The emergence of these digital raids has been compared by some commentators to a modern iteration of tribal warfare (western ‘intellectuals’ love to reduce everything African to war and tribes), but I prefer to think of it as politics by other means. Cyberwarfare is undoubtedly becoming an increasingly useful weapon for State-affiliated groups, organizations such as MUN 74455 which crippled Ukranian infrastructure and cost tens of billions of dollars in damages during the 2017 NotPetya attacks[17] and APT38 has stolen hundreds of millions of dollars for the North Korean government.[18] The release of the Chinese LLM model DeepSeek, while not being cyberwarfare in the conventional sense, was even more devastating, wiping out over a trillion dollars in stock value from American companies.[19]

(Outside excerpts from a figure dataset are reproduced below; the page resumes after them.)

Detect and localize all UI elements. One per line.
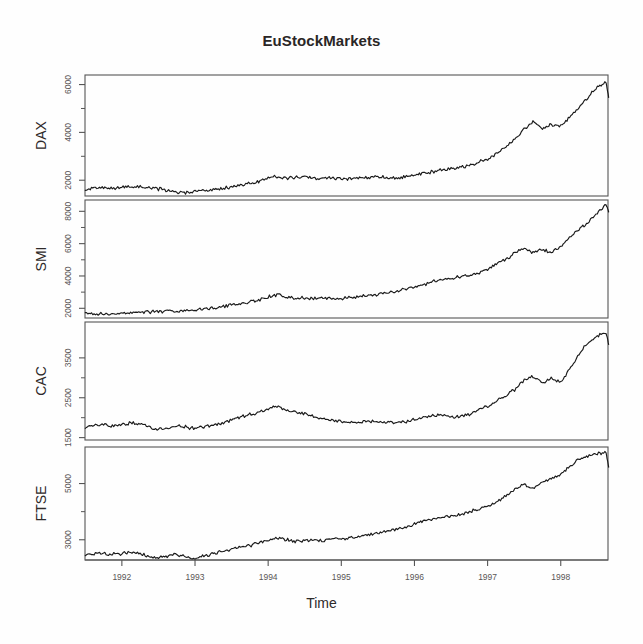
y-tick-label: 2500 [63, 388, 73, 407]
y-tick-label: 5000 [63, 474, 73, 493]
y-tick-label: 2000 [63, 170, 73, 189]
x-tick-label: 1994 [259, 572, 278, 582]
panel-label-smi: SMI [33, 247, 49, 272]
y-tick-label: 4000 [63, 266, 73, 285]
x-tick-label: 1995 [332, 572, 351, 582]
y-tick-label: 3000 [63, 530, 73, 549]
panel-label-dax: DAX [33, 120, 49, 149]
y-tick-label: 6000 [63, 75, 73, 94]
x-tick-label: 1998 [551, 572, 570, 582]
y-tick-label: 1500 [63, 428, 73, 447]
series-line-ftse [85, 451, 608, 559]
y-tick-label: 6000 [63, 234, 73, 253]
y-tick-label: 3500 [63, 348, 73, 367]
x-tick-label: 1992 [112, 572, 131, 582]
y-tick-label: 8000 [63, 202, 73, 221]
panel-label-cac: CAC [33, 366, 49, 396]
y-tick-label: 2000 [63, 299, 73, 318]
x-axis-title: Time [0, 595, 643, 611]
panel-label-ftse: FTSE [33, 486, 49, 522]
x-tick-label: 1993 [186, 572, 205, 582]
x-tick-label: 1996 [405, 572, 424, 582]
series-line-dax [85, 82, 608, 195]
eustockmarkets-multipanel-plot: 200040006000DAX2000400060008000SMI150025… [0, 0, 643, 644]
y-tick-label: 4000 [63, 123, 73, 142]
series-line-cac [85, 333, 608, 430]
x-tick-label: 1997 [478, 572, 497, 582]
series-line-smi [85, 205, 608, 316]
chart-figure: EuStockMarkets 200040006000DAX2000400060… [0, 0, 643, 644]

As the technologies of war and finance become more specialized, the massive land armies of the last century are increasingly rendered superfluous by small groups of technicians augmented with cutting edge technologies capable of delivering incredible financial damage, comparable to the brigantines of old. If the last century was a century of mass movements and grand ideologies, it seems to me that our own might more resemble the Golden Age of Piracy..
Criminal Culture
Several years ago the Ex Secretary of State Colin Powell caused a minor scandal when, during an Olamide concert, he got on stage and started dancing along to the song ‘Yahooze’, about the Yahoo boy subculture.

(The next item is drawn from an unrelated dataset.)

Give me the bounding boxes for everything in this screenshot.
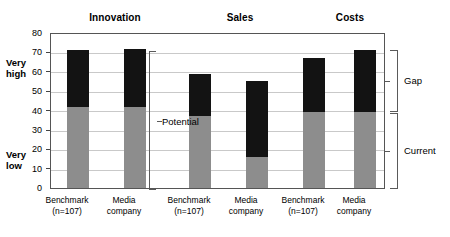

https://www.youtube.com/watch?v=9sHC64IEC2Y
Although the artist, Olumide Edwards Adegbulu, intended the song to be a ‘social commentary’ on how Nigeria sometimes glamorizes cybercrime, it has been interpreted by some critics as a glorification of the practice.[20]

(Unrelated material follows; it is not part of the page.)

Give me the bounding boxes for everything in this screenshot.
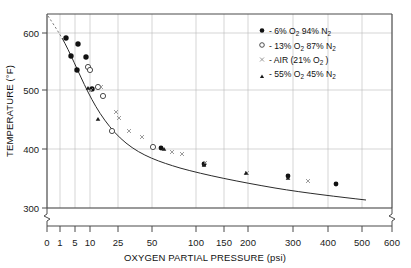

https://www.youtube.com/watch?v=0MW7kcZnaiA
There is a lot of ‘social commentary’ of this nature, where successful artists will create songs critical of Yahoo boy culture, which is then misinterpreted by authorities as a confession. In one case the Nigerian singer Naira Marley was arrested by police after his song “Am I a Yahoo Boy” which jokingly made light of a rumour that he was in fact an internet fraudster.[21]
https://www.youtube.com/watch?v=vvBZk4a871I
These accusations are, of course, ridiculous. There is a lot of money to be made in the arts, as is evident by the often ironically used phrase “starving artist”. But the insinuations persist, which has led to a whole movement of Nigerian artists jokingly identifying as Yahoo boys.
https://www.youtube.com/watch?v=hP7w94x3jOk
Independently wealthy from his career as a musician, Olamide has since founded his own record label, which promotes Nigerian culture and helps to launch young artists in the country “I just started stacking up money, and the money was becoming too much for me. I’m like, yo, I don’t have anything to do with all this money, mehn, I need to sign new guys. Let me spend money on people, you know.” Olamide stated in one interview.[22]
Habere non haberi
The point of this article is not to glamorize these Yahoo Boys, who, armed with nothing but a laptop were able to pull off some of the biggest heists in history. I just want to shed light on an interesting subculture. Instead, we should take inspiration from the generation of Nigerian singers and musicians who rose out of the same milieu, and, through honest hard work, were able to bring money into their communities, invest in younger generations, and help Nigeria rise in the world. Today Nigeria can boast the richest and fasted growing economy in Africa, and they did it all without the help of the Yahoo boys.